SA’s journey to freedom explored in film

Published Jul 18, 2014

Share

WITH this year marking 20 years of freedom and democracy in South Africa, it is expected that this historical milestone will be cele- brated through the arts as well.

We have seen it in a number of stage productions that ran at the National Arts Festival (NAF) held earlier this month in Grahamstown – some of which are now embarking on local seasons.

These include productions like Edmund Mhlongo’s One Among Many – a musical tribute to Chief Albert Luthuli; Bonginkosi Shangase’s Maluju Zulu; 20 Years of Democracy: Photographers’ Perspectives, curated by Eric Miller, was exhibited by ArtsSPACE earlier this year and back to the NAF there were a host of productions that interrogated and celebrated notions of heritage, roots and legacy by way of commemorating this 20 year important occasion.

The Durban International Film Festival, which ends on July 27, is no different. The event has observed the milestone by including a 20 Years of Freedom and Democracy Focus on this year’s programme.

A spread of documentaries, from South Africa and overseas, will be screened. These include productions that celebrate, explore and interrogate the evolution of democracy in the country.

Tonight was able to preview two such doccies which, in hindsight, turned out to be a good example of how varied this special focus programme is.

Here’s a glance at the two productions, which are worth catching.

 

• FATHERLAND: directed by Tarryn Crossman, this controversial and intimate documentary relates the experiences of a group of young Afrikaans boys who spend a few weeks in a kommandokorps boot camp, fashioned on the apartheid era National Defence Force military training camp.

The boys’ families send them off to the camp partly to experience what their father’s experienced during the years of conscription and partly for “discipline and defence” training. It’s not long into the training before the true motive for the camp is revealed, when the camp leaders begin to try to “desensitise” the boys from the “rainbow nation propaganda” they are “fed” in school and on tv.

As the boys work through their training, viewers journey with them as they navigate what they are taught against the backdrop of their lives at home: some more entrenched in an anti-black sentiment, others more liberal in their thinking and wanting to hold on more to the heritage part of this training than the hate, and some really torn apart by life and finding comfort in the one thing they know – their heritage.

I must admit that this documentary has left me scatterbrained in terms of where I stand on such issues.

I partly sat in disbelief as I watched a group of teenagers, in this day and age, being fed hate through what is essentially a “black threat” sentiment.

On the other hand, during the one-on-one’s with these boys – when their sincerest thoughts and understanding of the world they live in, and their fears surface – you get a deeper insight into the underlying factors in people’s lives that either push them in one direction or another.

And at the same time, as warped as this may be, these boys and their families are entitled to protect their heritage in the context of the freedoms we have in this country like that of choice, belief and association.

One thing I am certain of is that I am grateful for documentaries like these that not only open our eyes to the different communities that make up South Africa, but that they are done in a constructive manner. You walk away feeling a sense of disappointment, but hope at the same time.

Fatherland is a holistic experience of a particular community of Afrikaners in South Africa, it does not represent the opinion of all Afrikaners.

 

• SOFT VENGEANCE: ALBIE SACHS AND THE NEW SOUTH AFRICA: Albie Sachs – lawyer, writer, art enthusiast and freedom fighter – is a remarkable human being, that much is known. But what this documentary offers is a journey through apartheid and post- apartheid South Africa, hinged on Sachs’s life and, in particular, as a freedom fighter and advocate for peace in the country.

From his youth as a 17-year-old with a strong, natural desire to fight for the freedom of black South Africans, the viewer journeys with Sachs through to his days as a freedom fighter, his life in exile and his attack while in exile, to his contributions to the foundations of what we today enjoy in the Constitution and Bill of Rights and to his continued pursuit of freedom, equality and reconciliation post-apartheid.

A highly insightful documentary, not only on the man himself, but also on South Africa before and after apartheid.

And that’s where we’ll leave it, as Tonight’s Therese Owen has interviewed Sachs about the documentary. Keep an eye out for the interview in the main section of the paper.

 

• Fatherland screens tomorrow at the UKZN Elizabeth Sneddon Theatre and on Monday at the Southern Sun Elangeni Hotel. More details on DIFF at www.durbanfilmfest.co.za.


- THE PROBLEM -
Write out each line below exactly as it appears.

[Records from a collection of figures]
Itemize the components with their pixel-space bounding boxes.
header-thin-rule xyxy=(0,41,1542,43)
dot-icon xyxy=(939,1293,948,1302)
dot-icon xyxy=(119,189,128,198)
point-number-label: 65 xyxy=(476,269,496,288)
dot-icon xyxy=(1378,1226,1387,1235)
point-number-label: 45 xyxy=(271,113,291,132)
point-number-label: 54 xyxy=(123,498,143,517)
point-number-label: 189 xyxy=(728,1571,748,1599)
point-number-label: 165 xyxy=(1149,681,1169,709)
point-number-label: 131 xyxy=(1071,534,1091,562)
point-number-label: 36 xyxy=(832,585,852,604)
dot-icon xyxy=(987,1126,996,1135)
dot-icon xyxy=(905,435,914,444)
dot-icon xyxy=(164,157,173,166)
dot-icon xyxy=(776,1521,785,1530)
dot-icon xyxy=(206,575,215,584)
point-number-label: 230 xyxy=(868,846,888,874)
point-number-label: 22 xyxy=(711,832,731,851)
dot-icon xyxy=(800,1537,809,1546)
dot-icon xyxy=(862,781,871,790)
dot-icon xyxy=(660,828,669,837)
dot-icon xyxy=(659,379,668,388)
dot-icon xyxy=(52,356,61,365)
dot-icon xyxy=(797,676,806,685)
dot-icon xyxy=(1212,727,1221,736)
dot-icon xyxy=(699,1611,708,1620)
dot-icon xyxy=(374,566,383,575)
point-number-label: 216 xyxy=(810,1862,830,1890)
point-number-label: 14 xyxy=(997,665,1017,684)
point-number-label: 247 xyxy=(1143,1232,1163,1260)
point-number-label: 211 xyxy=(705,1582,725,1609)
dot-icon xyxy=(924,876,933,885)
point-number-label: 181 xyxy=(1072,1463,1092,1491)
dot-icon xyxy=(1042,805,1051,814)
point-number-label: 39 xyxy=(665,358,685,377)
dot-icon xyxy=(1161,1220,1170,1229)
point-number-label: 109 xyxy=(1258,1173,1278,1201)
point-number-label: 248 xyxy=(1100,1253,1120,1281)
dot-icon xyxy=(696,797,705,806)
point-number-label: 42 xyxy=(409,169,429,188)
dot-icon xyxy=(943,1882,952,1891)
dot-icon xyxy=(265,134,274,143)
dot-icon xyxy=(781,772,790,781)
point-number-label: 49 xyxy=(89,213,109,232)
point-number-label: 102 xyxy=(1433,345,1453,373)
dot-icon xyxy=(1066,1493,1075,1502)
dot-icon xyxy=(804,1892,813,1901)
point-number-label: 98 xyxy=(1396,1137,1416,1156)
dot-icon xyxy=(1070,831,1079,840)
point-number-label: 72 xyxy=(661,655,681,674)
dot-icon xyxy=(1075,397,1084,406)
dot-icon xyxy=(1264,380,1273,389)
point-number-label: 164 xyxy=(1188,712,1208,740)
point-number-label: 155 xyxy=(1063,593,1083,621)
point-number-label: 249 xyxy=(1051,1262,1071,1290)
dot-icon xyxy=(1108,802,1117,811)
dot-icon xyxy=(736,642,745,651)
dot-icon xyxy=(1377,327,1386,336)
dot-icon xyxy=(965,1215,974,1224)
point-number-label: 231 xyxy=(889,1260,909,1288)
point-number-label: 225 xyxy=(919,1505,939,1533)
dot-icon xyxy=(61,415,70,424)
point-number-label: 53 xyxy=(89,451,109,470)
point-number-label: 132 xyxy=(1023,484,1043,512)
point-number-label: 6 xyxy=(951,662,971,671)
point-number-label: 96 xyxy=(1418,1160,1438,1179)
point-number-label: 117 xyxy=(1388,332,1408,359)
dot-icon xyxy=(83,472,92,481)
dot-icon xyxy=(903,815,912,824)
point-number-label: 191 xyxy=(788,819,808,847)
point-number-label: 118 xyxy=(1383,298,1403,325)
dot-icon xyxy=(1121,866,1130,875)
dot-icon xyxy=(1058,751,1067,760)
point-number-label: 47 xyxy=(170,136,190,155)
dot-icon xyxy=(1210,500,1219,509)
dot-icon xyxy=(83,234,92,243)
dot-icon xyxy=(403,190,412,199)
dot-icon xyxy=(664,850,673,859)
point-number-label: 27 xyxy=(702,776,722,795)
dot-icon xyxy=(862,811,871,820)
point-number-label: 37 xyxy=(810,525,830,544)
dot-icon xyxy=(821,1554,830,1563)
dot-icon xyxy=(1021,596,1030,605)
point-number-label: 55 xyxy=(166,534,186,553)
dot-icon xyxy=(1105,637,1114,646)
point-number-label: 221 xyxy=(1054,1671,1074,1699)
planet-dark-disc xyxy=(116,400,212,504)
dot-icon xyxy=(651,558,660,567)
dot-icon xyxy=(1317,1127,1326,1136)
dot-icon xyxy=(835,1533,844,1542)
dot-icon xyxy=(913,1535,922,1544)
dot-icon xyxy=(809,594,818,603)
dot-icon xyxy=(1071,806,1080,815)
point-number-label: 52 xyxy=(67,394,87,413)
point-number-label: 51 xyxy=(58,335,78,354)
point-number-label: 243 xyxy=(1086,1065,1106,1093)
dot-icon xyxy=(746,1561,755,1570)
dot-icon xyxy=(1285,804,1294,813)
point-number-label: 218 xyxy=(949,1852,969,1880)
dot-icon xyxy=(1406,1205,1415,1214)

- RESULT OF THIS EXERCISE -
Itemize the components with their pixel-space bounding boxes.
header-thin-rule xyxy=(0,41,1542,43)
dot-icon xyxy=(939,1293,948,1302)
dot-icon xyxy=(119,189,128,198)
point-number-label: 65 xyxy=(476,269,496,288)
dot-icon xyxy=(1378,1226,1387,1235)
point-number-label: 45 xyxy=(271,113,291,132)
point-number-label: 54 xyxy=(123,498,143,517)
point-number-label: 189 xyxy=(728,1571,748,1599)
point-number-label: 165 xyxy=(1149,681,1169,709)
point-number-label: 131 xyxy=(1071,534,1091,562)
point-number-label: 36 xyxy=(832,585,852,604)
dot-icon xyxy=(987,1126,996,1135)
dot-icon xyxy=(905,435,914,444)
dot-icon xyxy=(164,157,173,166)
dot-icon xyxy=(776,1521,785,1530)
dot-icon xyxy=(206,575,215,584)
point-number-label: 230 xyxy=(868,846,888,874)
point-number-label: 22 xyxy=(711,832,731,851)
dot-icon xyxy=(800,1537,809,1546)
dot-icon xyxy=(862,781,871,790)
dot-icon xyxy=(660,828,669,837)
dot-icon xyxy=(659,379,668,388)
dot-icon xyxy=(52,356,61,365)
dot-icon xyxy=(797,676,806,685)
dot-icon xyxy=(1212,727,1221,736)
dot-icon xyxy=(699,1611,708,1620)
dot-icon xyxy=(374,566,383,575)
point-number-label: 216 xyxy=(810,1862,830,1890)
point-number-label: 14 xyxy=(997,665,1017,684)
point-number-label: 247 xyxy=(1143,1232,1163,1260)
point-number-label: 211 xyxy=(705,1582,725,1609)
dot-icon xyxy=(924,876,933,885)
point-number-label: 181 xyxy=(1072,1463,1092,1491)
dot-icon xyxy=(1042,805,1051,814)
point-number-label: 39 xyxy=(665,358,685,377)
dot-icon xyxy=(1161,1220,1170,1229)
point-number-label: 109 xyxy=(1258,1173,1278,1201)
point-number-label: 248 xyxy=(1100,1253,1120,1281)
dot-icon xyxy=(696,797,705,806)
point-number-label: 42 xyxy=(409,169,429,188)
dot-icon xyxy=(943,1882,952,1891)
dot-icon xyxy=(265,134,274,143)
dot-icon xyxy=(781,772,790,781)
point-number-label: 49 xyxy=(89,213,109,232)
point-number-label: 102 xyxy=(1433,345,1453,373)
dot-icon xyxy=(1066,1493,1075,1502)
dot-icon xyxy=(804,1892,813,1901)
point-number-label: 98 xyxy=(1396,1137,1416,1156)
dot-icon xyxy=(1070,831,1079,840)
point-number-label: 72 xyxy=(661,655,681,674)
dot-icon xyxy=(1075,397,1084,406)
dot-icon xyxy=(1264,380,1273,389)
point-number-label: 164 xyxy=(1188,712,1208,740)
point-number-label: 155 xyxy=(1063,593,1083,621)
point-number-label: 249 xyxy=(1051,1262,1071,1290)
dot-icon xyxy=(1108,802,1117,811)
dot-icon xyxy=(736,642,745,651)
dot-icon xyxy=(1377,327,1386,336)
dot-icon xyxy=(965,1215,974,1224)
point-number-label: 231 xyxy=(889,1260,909,1288)
point-number-label: 225 xyxy=(919,1505,939,1533)
dot-icon xyxy=(61,415,70,424)
point-number-label: 53 xyxy=(89,451,109,470)
point-number-label: 132 xyxy=(1023,484,1043,512)
point-number-label: 6 xyxy=(951,662,971,671)
point-number-label: 96 xyxy=(1418,1160,1438,1179)
point-number-label: 117 xyxy=(1388,332,1408,359)
dot-icon xyxy=(83,472,92,481)
dot-icon xyxy=(903,815,912,824)
point-number-label: 191 xyxy=(788,819,808,847)
point-number-label: 118 xyxy=(1383,298,1403,325)
dot-icon xyxy=(1121,866,1130,875)
dot-icon xyxy=(1058,751,1067,760)
point-number-label: 47 xyxy=(170,136,190,155)
dot-icon xyxy=(1210,500,1219,509)
dot-icon xyxy=(83,234,92,243)
dot-icon xyxy=(403,190,412,199)
dot-icon xyxy=(664,850,673,859)
point-number-label: 27 xyxy=(702,776,722,795)
dot-icon xyxy=(862,811,871,820)
point-number-label: 37 xyxy=(810,525,830,544)
dot-icon xyxy=(821,1554,830,1563)
dot-icon xyxy=(1021,596,1030,605)
point-number-label: 55 xyxy=(166,534,186,553)
dot-icon xyxy=(1105,637,1114,646)
point-number-label: 221 xyxy=(1054,1671,1074,1699)
planet-dark-disc xyxy=(116,400,212,504)
dot-icon xyxy=(651,558,660,567)
dot-icon xyxy=(1317,1127,1326,1136)
dot-icon xyxy=(835,1533,844,1542)
dot-icon xyxy=(913,1535,922,1544)
dot-icon xyxy=(809,594,818,603)
dot-icon xyxy=(1071,806,1080,815)
point-number-label: 52 xyxy=(67,394,87,413)
point-number-label: 51 xyxy=(58,335,78,354)
point-number-label: 243 xyxy=(1086,1065,1106,1093)
dot-icon xyxy=(746,1561,755,1570)
dot-icon xyxy=(1285,804,1294,813)
point-number-label: 218 xyxy=(949,1852,969,1880)
dot-icon xyxy=(1406,1205,1415,1214)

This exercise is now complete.